Professor Scanlan's OpenLab Course Site

Film-lit #1: Yellow Wallpaper/Owl Creek

SHANNA MOHAN 2/18/2021

For what both works are, as is, emphasizes mindset and the mental space of who the reader is following.

In “The Yellow Wallpaper”, I think the time isn’t important. It’s meant to show it’s fading away, just like the woman’s sanity. It was meant to be spending a summer in this big house, colonial type of house, pretty isolated being away from the village. Everything is kept neat like the outdoor space/garden. I think this, the description of the house, shows an accurate representation of the story that is about to unfold about this lonely lady, that is slowly questioning her wellbeing. The house is alone, has barred windows, paint stripping off the walls and this dull yet irritating pattern on walls. I think this all can be applicable in describing the protagonist. She’s so horrendously offended by the “artistic sin” that’s being showcased throughout the house. This exact thing, deeply affects her. Just in the way she describes it, the words she uses “suicide”, “destory themselves”, “provoke”, and “repellent/revolting”, she so strongly says she would hate it if she spends more time in the house. But she becomes more alone in the house, days passing, struggling to reach her own goal of writing and the room, the house as an environment is depressing her. Which makes sense, I think your surroundings are a really important factor into someone’s mental state. As a theme, I think it hits on mental health, being a woman, what seems like a failing partner/draining relationship where she’s unable to be honest and feels almost in debt that her significant other is doing so much for her.

In “An occurrence at owl creek”, I’m split between the focus of this short story so far from it being about the timing, and it being about this man who is observing his surroundings before he himself has to die. On the other hand, time of being alive is having it’s spotlight. I think once there’s a conversation about death, passing, after life, moments living up to one’s unlikely demise, then there is some importance about time. There is a description that adds to this “what he heard was the ticking of his watch”. Of course seeing people being hung, avail dropped on them, seeing death in people’s eyes will affect this character. It sounds like he’s well aware and maybe beyond a state of shock and empathy. There’s death all around, soldiers for wartime, slaves. Pain adding to this growing acknowledgement of death, and I think hyperfocusing on that only deteriorates one’s mental state. I think this shows a lot about war, the historical significance, even god. When he’s running, he’s basically praying that he gets out of this. There’s this imagery of his beautiful wife with feminene garments and then the reader is suddenly hit over the head with Farquhar’s death, laying broken and bruised.

 

1 Comment

  1. Professor Sean Scanlan

    Shanna,
    Thanks for this great first post. It displays good writing and fine insights into the setting of each story. I think the narrator revealed the bridge setting and Peyton’s mindset in an interesting way.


*Task description*
Please give again every entry exactly as it appears, setting aside the pictures.

*Excerpted data*
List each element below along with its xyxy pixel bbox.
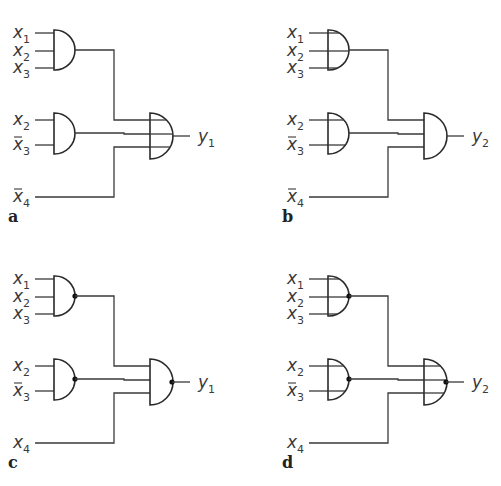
- output-gate-nand: [150, 359, 175, 405]
- input-label-g2-0: x2: [286, 355, 304, 379]
- variable-subscript: 2: [23, 120, 30, 133]
- variable-subscript: 2: [23, 297, 30, 310]
- variable-subscript: 4: [23, 197, 30, 210]
- variable-subscript: 2: [23, 51, 30, 64]
- gate-2-nor: [328, 359, 352, 400]
- wire-x4-to-output: [35, 393, 150, 443]
- wire-gate2-to-output: [75, 379, 150, 380]
- output-gate-and: [424, 113, 447, 159]
- variable-subscript: 1: [23, 279, 30, 292]
- gate-2-nand: [54, 359, 78, 400]
- variable-subscript: 2: [297, 120, 304, 133]
- variable-subscript: 4: [23, 443, 30, 456]
- gate-1-and: [54, 30, 75, 70]
- output-label: y1: [197, 126, 215, 150]
- wire-gate1-to-output: [75, 296, 150, 366]
- variable-subscript: 2: [297, 297, 304, 310]
- gate-body: [54, 113, 75, 154]
- panel-label: d: [282, 453, 293, 472]
- variable-subscript: 1: [208, 137, 215, 150]
- gate-body: [54, 359, 75, 400]
- gate-1-or: [328, 30, 349, 70]
- variable-subscript: 3: [297, 145, 304, 158]
- variable-subscript: 4: [297, 443, 304, 456]
- output-label: y2: [471, 372, 489, 396]
- output-label: y1: [197, 372, 215, 396]
- variable-subscript: 3: [297, 391, 304, 404]
- input-label-g2-1: x3: [12, 134, 30, 158]
- variable-subscript: 3: [23, 314, 30, 327]
- variable-subscript: 3: [23, 391, 30, 404]
- gate-2-and: [54, 113, 75, 154]
- input-label-g2-0: x2: [12, 355, 30, 379]
- variable-subscript: 3: [23, 145, 30, 158]
- variable-subscript: 3: [297, 314, 304, 327]
- gate-body: [54, 276, 75, 316]
- variable-subscript: 1: [23, 33, 30, 46]
- panel-label: c: [8, 453, 18, 472]
- logic-circuit-figure: x1x2x3x2x3x4y1ax1x2x3x2x3x4y2bx1x2x3x2x3…: [0, 0, 501, 486]
- variable-subscript: 2: [482, 137, 489, 150]
- gate-body: [328, 30, 349, 70]
- circuit-panel-a: x1x2x3x2x3x4y1a: [8, 22, 215, 226]
- input-label-g2-1: x3: [12, 380, 30, 404]
- variable-subscript: 3: [23, 68, 30, 81]
- panel-label: b: [282, 207, 293, 226]
- gate-body: [328, 113, 349, 154]
- gate-body: [328, 359, 349, 400]
- output-gate-nor: [424, 359, 449, 405]
- wire-x4-to-output: [309, 393, 424, 443]
- wire-gate2-to-output: [349, 133, 424, 134]
- wire-gate1-to-output: [75, 50, 150, 120]
- wire-gate1-to-output: [349, 296, 424, 366]
- variable-subscript: 1: [208, 383, 215, 396]
- variable-subscript: 2: [23, 366, 30, 379]
- panels-root: x1x2x3x2x3x4y1ax1x2x3x2x3x4y2bx1x2x3x2x3…: [8, 22, 489, 472]
- gate-2-or: [328, 113, 349, 154]
- input-label-g2-0: x2: [12, 109, 30, 133]
- wire-x4-to-output: [35, 147, 150, 197]
- variable-subscript: 3: [297, 68, 304, 81]
- variable-subscript: 2: [482, 383, 489, 396]
- input-label-g2-1: x3: [286, 380, 304, 404]
- output-gate-or: [150, 113, 173, 159]
- variable-subscript: 1: [297, 33, 304, 46]
- wire-gate1-to-output: [349, 50, 424, 120]
- output-label: y2: [471, 126, 489, 150]
- circuit-panel-d: x1x2x3x2x3x4y2d: [282, 268, 489, 472]
- variable-subscript: 1: [297, 279, 304, 292]
- variable-subscript: 2: [297, 51, 304, 64]
- circuit-panel-c: x1x2x3x2x3x4y1c: [8, 268, 215, 472]
- wire-gate2-to-output: [75, 133, 150, 134]
- input-label-g2-0: x2: [286, 109, 304, 133]
- circuit-panel-b: x1x2x3x2x3x4y2b: [282, 22, 489, 226]
- wire-gate2-to-output: [349, 379, 424, 380]
- gate-body: [54, 30, 75, 70]
- gate-body: [328, 276, 349, 316]
- variable-subscript: 4: [297, 197, 304, 210]
- gate-1-nand: [54, 276, 78, 316]
- gate-1-nor: [328, 276, 352, 316]
- wire-x4-to-output: [309, 147, 424, 197]
- panel-label: a: [8, 207, 18, 226]
- input-label-g2-1: x3: [286, 134, 304, 158]
- gate-body: [424, 113, 447, 159]
- variable-subscript: 2: [297, 366, 304, 379]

*Task answer*
List each element below along with its xyxy pixel bbox.
- output-gate-nand: [150, 359, 175, 405]
- input-label-g2-0: x2: [286, 355, 304, 379]
- variable-subscript: 2: [23, 120, 30, 133]
- variable-subscript: 2: [23, 297, 30, 310]
- variable-subscript: 4: [23, 197, 30, 210]
- variable-subscript: 2: [23, 51, 30, 64]
- gate-2-nor: [328, 359, 352, 400]
- wire-x4-to-output: [35, 393, 150, 443]
- wire-gate2-to-output: [75, 379, 150, 380]
- output-gate-and: [424, 113, 447, 159]
- variable-subscript: 1: [23, 279, 30, 292]
- gate-2-nand: [54, 359, 78, 400]
- variable-subscript: 2: [297, 120, 304, 133]
- variable-subscript: 4: [23, 443, 30, 456]
- gate-1-and: [54, 30, 75, 70]
- output-label: y1: [197, 126, 215, 150]
- wire-gate1-to-output: [75, 296, 150, 366]
- variable-subscript: 2: [297, 297, 304, 310]
- gate-body: [54, 113, 75, 154]
- panel-label: d: [282, 453, 293, 472]
- variable-subscript: 1: [208, 137, 215, 150]
- gate-body: [54, 359, 75, 400]
- gate-1-or: [328, 30, 349, 70]
- variable-subscript: 3: [297, 145, 304, 158]
- variable-subscript: 4: [297, 443, 304, 456]
- output-label: y2: [471, 372, 489, 396]
- output-label: y1: [197, 372, 215, 396]
- variable-subscript: 3: [297, 391, 304, 404]
- input-label-g2-1: x3: [12, 134, 30, 158]
- variable-subscript: 3: [23, 314, 30, 327]
- variable-subscript: 3: [23, 391, 30, 404]
- gate-2-and: [54, 113, 75, 154]
- input-label-g2-0: x2: [12, 355, 30, 379]
- variable-subscript: 3: [23, 145, 30, 158]
- variable-subscript: 3: [297, 314, 304, 327]
- gate-body: [54, 276, 75, 316]
- variable-subscript: 1: [23, 33, 30, 46]
- panel-label: c: [8, 453, 18, 472]
- logic-circuit-figure: x1x2x3x2x3x4y1ax1x2x3x2x3x4y2bx1x2x3x2x3…: [0, 0, 501, 486]
- variable-subscript: 2: [482, 137, 489, 150]
- gate-body: [328, 30, 349, 70]
- circuit-panel-a: x1x2x3x2x3x4y1a: [8, 22, 215, 226]
- input-label-g2-1: x3: [12, 380, 30, 404]
- variable-subscript: 3: [23, 68, 30, 81]
- panel-label: b: [282, 207, 293, 226]
- gate-body: [328, 113, 349, 154]
- gate-body: [328, 359, 349, 400]
- output-gate-nor: [424, 359, 449, 405]
- wire-x4-to-output: [309, 393, 424, 443]
- wire-gate2-to-output: [349, 133, 424, 134]
- wire-gate1-to-output: [75, 50, 150, 120]
- wire-gate1-to-output: [349, 296, 424, 366]
- variable-subscript: 1: [208, 383, 215, 396]
- variable-subscript: 2: [23, 366, 30, 379]
- panels-root: x1x2x3x2x3x4y1ax1x2x3x2x3x4y2bx1x2x3x2x3…: [8, 22, 489, 472]
- gate-2-or: [328, 113, 349, 154]
- input-label-g2-0: x2: [12, 109, 30, 133]
- wire-x4-to-output: [35, 147, 150, 197]
- variable-subscript: 3: [297, 68, 304, 81]
- variable-subscript: 2: [482, 383, 489, 396]
- input-label-g2-1: x3: [286, 380, 304, 404]
- output-gate-or: [150, 113, 173, 159]
- variable-subscript: 1: [297, 33, 304, 46]
- wire-gate1-to-output: [349, 50, 424, 120]
- output-label: y2: [471, 126, 489, 150]
- circuit-panel-d: x1x2x3x2x3x4y2d: [282, 268, 489, 472]
- variable-subscript: 1: [297, 279, 304, 292]
- variable-subscript: 2: [297, 51, 304, 64]
- circuit-panel-c: x1x2x3x2x3x4y1c: [8, 268, 215, 472]
- wire-gate2-to-output: [75, 133, 150, 134]
- input-label-g2-0: x2: [286, 109, 304, 133]
- circuit-panel-b: x1x2x3x2x3x4y2b: [282, 22, 489, 226]
- wire-gate2-to-output: [349, 379, 424, 380]
- gate-body: [54, 30, 75, 70]
- gate-body: [328, 276, 349, 316]
- variable-subscript: 4: [297, 197, 304, 210]
- gate-1-nand: [54, 276, 78, 316]
- gate-1-nor: [328, 276, 352, 316]
- wire-x4-to-output: [309, 147, 424, 197]
- panel-label: a: [8, 207, 18, 226]
- input-label-g2-1: x3: [286, 134, 304, 158]
- gate-body: [424, 113, 447, 159]
- variable-subscript: 2: [297, 366, 304, 379]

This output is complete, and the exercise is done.